On February 13, he said targets included the European Union, China, Japan and South Korea. The tariffs would avoid a “one size fits all” approach for more customised levies, he said, although he did not rule out a flat global tariff.
“On trade, I have decided for purposes of fairness, that I will charge a reciprocal tariff, meaning whatever countries charge the United States of America, we will charge them. No more, no less,” Trump told reporters in the Oval Office while discussing measures the White House said would strengthen economic and national security.
The US President signed a memo ordering his team to start calculating reciprocal tariffs to match those charged by other countries and counteract non-tariff barriers.
He has been promising to introduce reciprocal tariffs but the latest directive stopped well short of that, instead kicking off what will likely be weeks or months of investigation into the levies imposed on US goods by other trading partners and then devising a response, according to Reuters.
Howard Lutnick, Trump’s pick for commerce secretary, said the administration would address each affected country one by one and said the administration’s studies on the issue would be completed by April 1.
That was also a deadline Trump set on his first day in office for Lutnick and other economic advisers to report to him with plans to reduce the chronic trade imbalances that the President saw as a US subsidy to other countries.
Trump, who campaigned on a pledge to bring down consumer prices, said prices could go up in the short term as a result of the moves.
“Tariffs are great,” he said.
A White House official, who spoke to reporters before Trump’s event in the Oval Office, said the administration would study countries with the biggest trade surpluses and highest tariff rates first.
Tariffs would match the higher duties charged by other countries, the President said, and would aim to counteract non-tariff trade barriers such as burdensome regulations, value-added taxes, government subsidies and exchange rate policies that could erect barriers to the flow of US products to foreign markets.
“They effectively don’t let us do business. So we’re going to put a number on that that is a fair number. We’re able to accurately determine the cost of these non-monetary trade barriers,” he said.
The broad announcement appeared designed at least in part to trigger talks with the EU and other countries. The White House official said Trump would gladly lower tariffs if others lowered theirs.
“So the President is more than happy to lower tariffs if countries want to lower tariffs. But let’s also recognise that tariffs, higher tariffs, are not the biggest part of the problem in many, if not most cases,” the official said.
Trump’s latest round of market-rattling tariffs has ratcheted up fears of a widening global trade war and threatened to accelerate US inflation.
Trade experts said structuring the reciprocal tariffs that he wanted posed major challenges for his team, which may explain why the latest duties were not announced earlier.

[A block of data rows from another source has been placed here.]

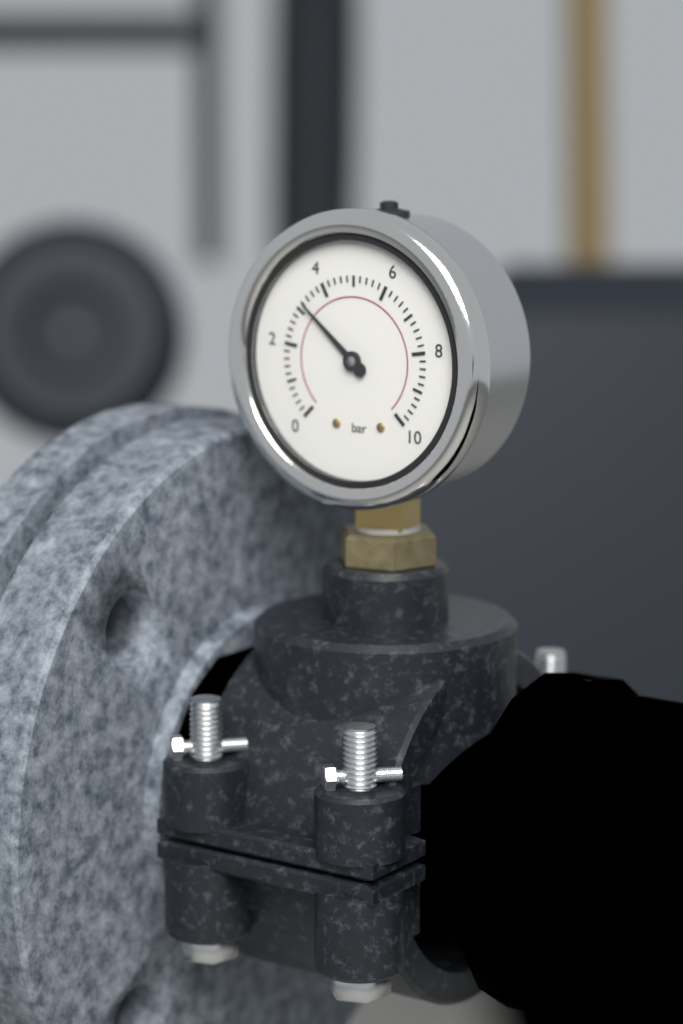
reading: 3.2 bar
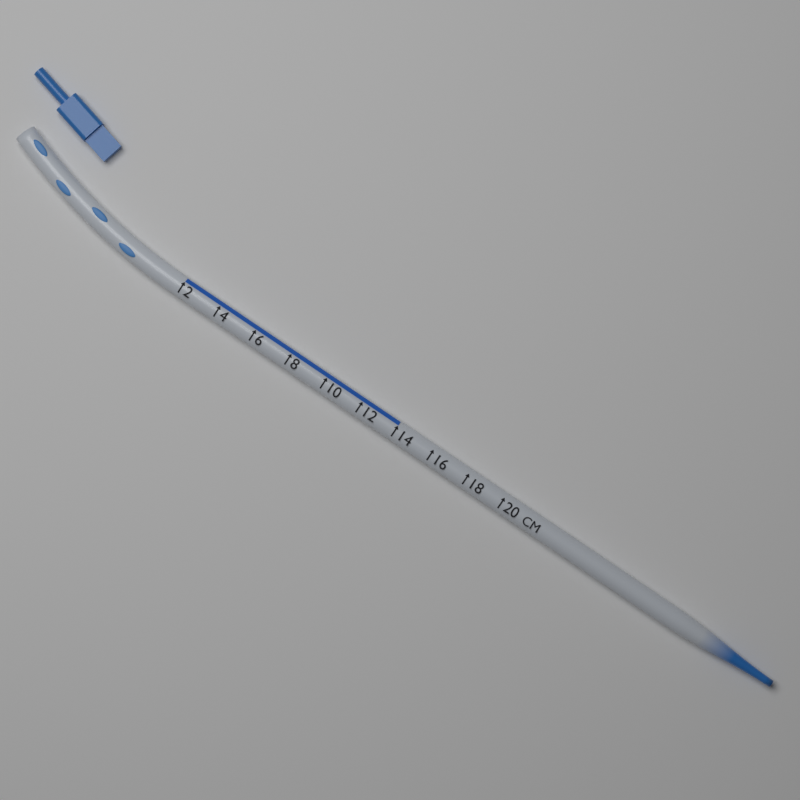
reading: 14 cm
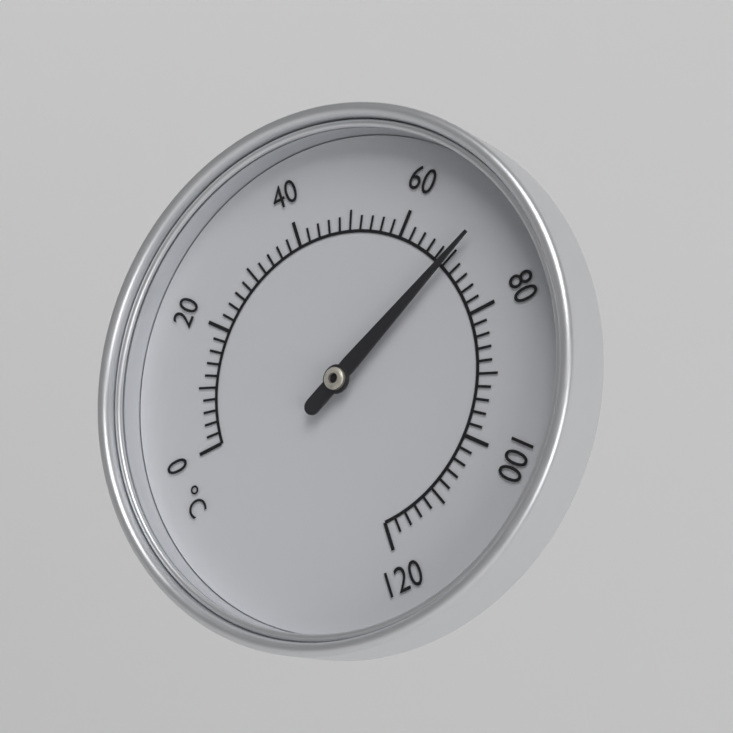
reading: 70 °C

Damon Pike, a trade specialist and principal with the US division of accounting firm BDO International, said the reciprocal tariffs the President envisioned would result in a monumental undertaking, given that each of the 186 members of the World Customs Organisation had different duty rates.
“At the international level, there’s something like 5,000 different descriptions at the 6-digit (product subheading) level, so 5,000 times 186 nations. It’s almost an artificial intelligence project,” he said.
Experts said Trump could turn to several statutes, including Section 122 of the Trade Act of 1974, which would only allow a flat rate maximum of 15 per cent for six months, or Section 338 of the Tariff Act of 1930, which provides authority to act against trade discrimination that disadvantages US commerce, but had never been used.
The US President could also use the same International Emergency Economic Powers Act used to justify the tariffs imposed on China and those pending for Canada and Mexico, or possibly the EU.
The White House official said that measure and others could be used.
“Absent IEEPA [International Emergency Economic Powers Act], there would need to be some kind of agency action first before any trade remedy tariffs can be imposed … but everything seems to be on the fast track,” Pike said, adding that normally tariffs would be ratified by Congress.